Confederate Railroads In The American Civil War
During the American Civil War, the Confederate States Army depended heavily on railroads to get supplies to its lines.
Read more about Confederate Railroads In The American Civil War: History, Union Use, Expansion
Famous quotes containing the words civil war, confederate, railroads, american, civil and/or war:
“One of the greatest difficulties in civil war is, that more art is required to know what should be concealed from our friends, than what ought to be done against our enemies.”
—Philip Dormer Stanhope, 4th Earl Chesterfield (16941773)
“During the Civil War the area became a refuge for service- dodging Texans, and gangs of bushwhackers, as they were called, hid in its fastnesses. Conscript details of the Confederate Army hunted the fugitives and occasional skirmishes resulted.”
—Administration in the State of Texa, U.S. public relief program (1935-1943)
“We noticed several other sandy tracts in our voyage; and the course of the Merrimack can be traced from the nearest mountain by its yellow sand-banks, though the river itself is for the most part invisible. Lawsuits, as we hear, have in some cases grown out of these causes. Railroads have been made through certain irritable districts, breaking their sod, and so have set the sand to blowing, till it has converted fertile farms into deserts, and the company has had to pay the damages.”
—Henry David Thoreau (18171862)
“I believe that the miseries consequent on the manufacture and sale of intoxicating liquors are so great as imperiously to command the attention of all dedicated lives; and that while the abolition of American slavery was numerically first, the abolition of the liquor traffic is not morally second.”
—Elizabeth Stuart Phelps (18441911)
“Resolved, There can never be a true peace in this Republic until the civil and political rights of all citizens of African descent and all women are practically established. Resolved, that the women of the Revolution were not wanting in heroism and self-sacrifice, and we, their daughters, are ready, in this War, to pledge our time, our means, our talents, and our lives, if need be, to secure the final and complete consecration of America to freedom.”
—Womans Loyal League (founded May 1861)
“... it is a commonplace that men like war. For peace, in our society, with the feeling we have then that it is feeble-minded to strive except for ones own private profit, is a lonely thing and a hazardous business. Over and over men have proved that they prefer the hazards of war with all its suffering. It has its compensations.”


Nothing outside the stretch is wanted. Repeat exactly the lines of the listing below from the one that contains "Task: Click on the span: 0 / 0" through the one that contains "This screenshot has", both ends included.

» RECORDS PROVIDED:
☆ ☆ ☆ ☆ ☆

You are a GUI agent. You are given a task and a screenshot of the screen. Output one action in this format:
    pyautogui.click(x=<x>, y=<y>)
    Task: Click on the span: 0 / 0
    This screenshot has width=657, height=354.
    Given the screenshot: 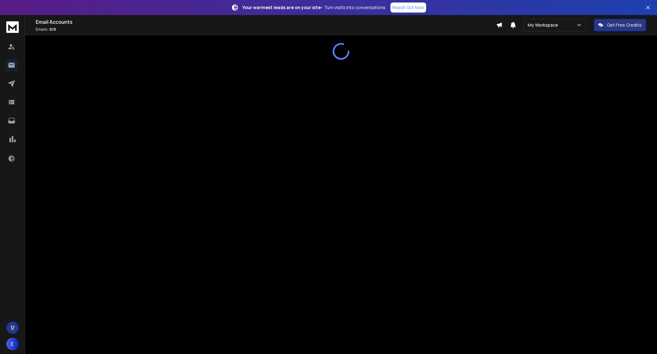 What is the action you would take?
    pyautogui.click(x=53, y=29)
    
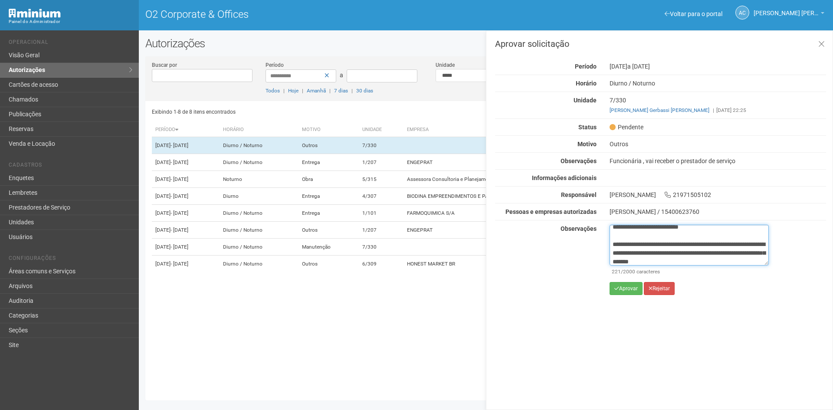 Image resolution: width=833 pixels, height=410 pixels. What do you see at coordinates (273, 91) in the screenshot?
I see `a: Todos` at bounding box center [273, 91].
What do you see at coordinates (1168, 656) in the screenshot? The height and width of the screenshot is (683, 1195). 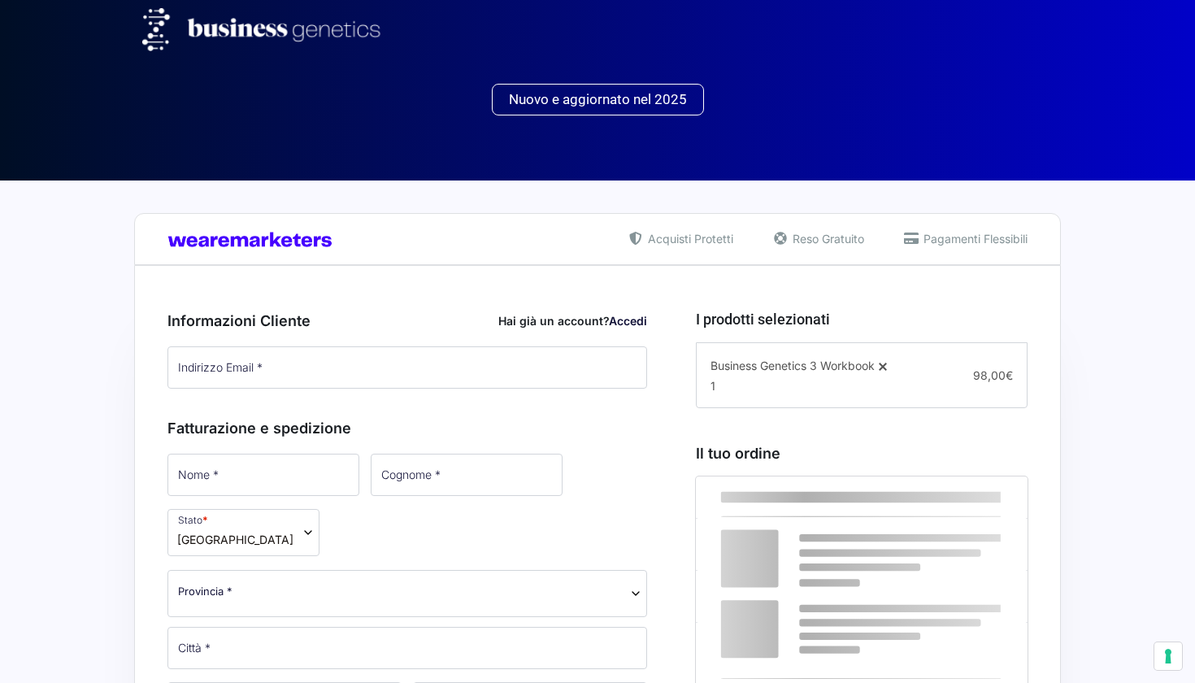 I see `button: Le tue preferenze relative al consenso per le tecnologie di tracciamento` at bounding box center [1168, 656].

☆ ☆ ☆ ☆ ☆

» TASK SOLUTION:
    Task: Click on the span: 0 / 0
    This screenshot has width=657, height=354.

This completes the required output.